Our study has a number of strengths, not least the large, longitudinal sample, and prospective data, enabling our models to account for construct stability over time in our investigation of mutual-mediation processes. Yet, we also acknowledge limitations. Perhaps the most pertinent limitation is the sole use of maternal reports. Internalizing problems may be hard to detect  and maternal reports are not optimal for their assessment (likely reflected in the low internal reliability for our measure). Moreover, there may be inflation of associations between variables due to rater and perceiver biases. However, of note, perceptions of chaos are seen as a function of both observed stimuli and individual differences in sensitivity; recent experimental findings that those with higher sensory sensitivity may be more influenced by household chaos suggest that these individual perspectives are important.
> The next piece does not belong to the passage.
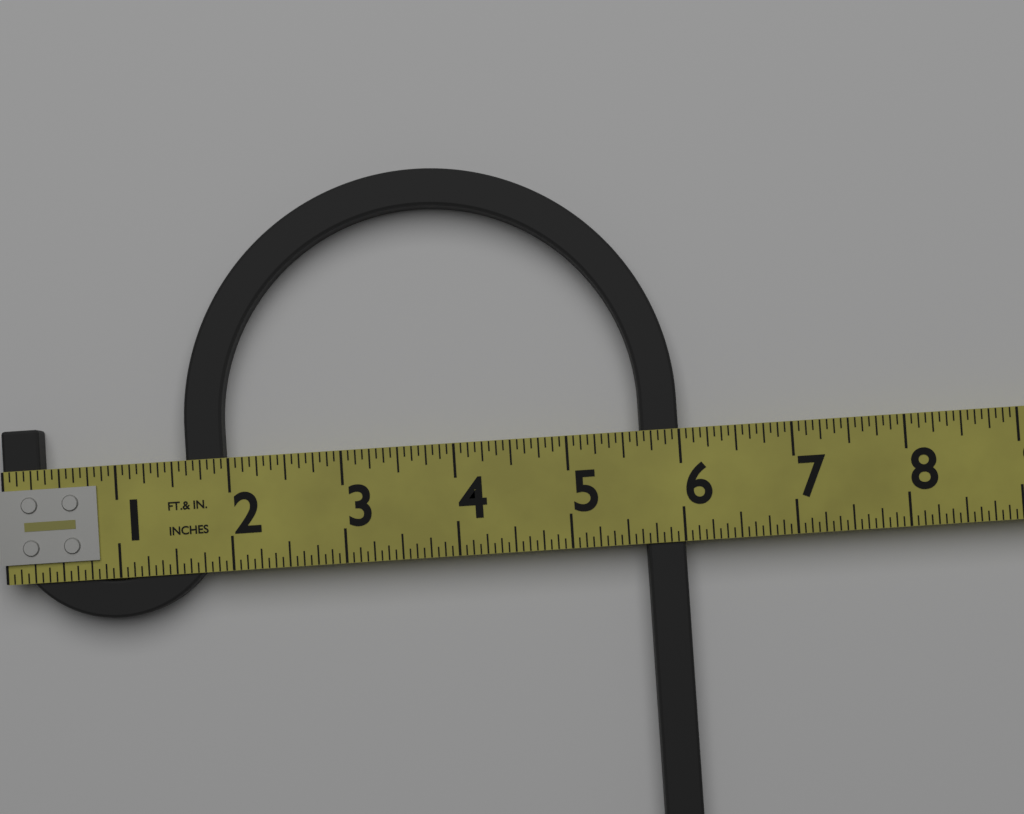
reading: 6.0000 in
Nevertheless, our research would be strengthened by replication and by including observations and multiple reporters. It is also acknowledged that household chaos is a complex and multifaceted construct, and the internal reliability of our measure was low. While this is common with scales of few items that aim to assess different aspects of a construct—and our items seem broadly to represent the scope of the original —we recognize that chaos is a construct that is more than the sum of its parts and that even the well-documented short form (six items) chaos scale may be in need of reconsideration. Another limitation is the use of global measures of parental psychological distress and child behavior, measured with a 5-year gap, to capture transactional links. Such an approach has been compared to “taking still photos of a dance” (Houben et al., 2015, p. 905), missing out on the dynamic interactions between parent and child. Finally, we acknowledge the relative homogeneity of the sample regards race and ethnicity, as well as household composition. Further research with more diverse samples is warranted to explore the generalizability of these results.

Our findings indicate that the home environment context, in terms of disorder, noise, and lack of calmness, has a role to play in the mutuality of parent–child interactions and may be of interest to practitioners working with families to support child behavioral problems. Indeed, there may be key questions to be asked of the different components of chaos in associations between parental distress and child outcomes, and we encourage future research. We also suggest that full longitudinal mutual-mediation models with measures at all time points and using different family member perspectives would help us better understand these mechanistic processes.

I think this is an important article in highlighting the complex interaction between mothers and children, household chaos and externalizing behavior. I think it is important to note the comment that children with internalizing problems may contribute less to household chaos. Their suggestions for future research also make sense.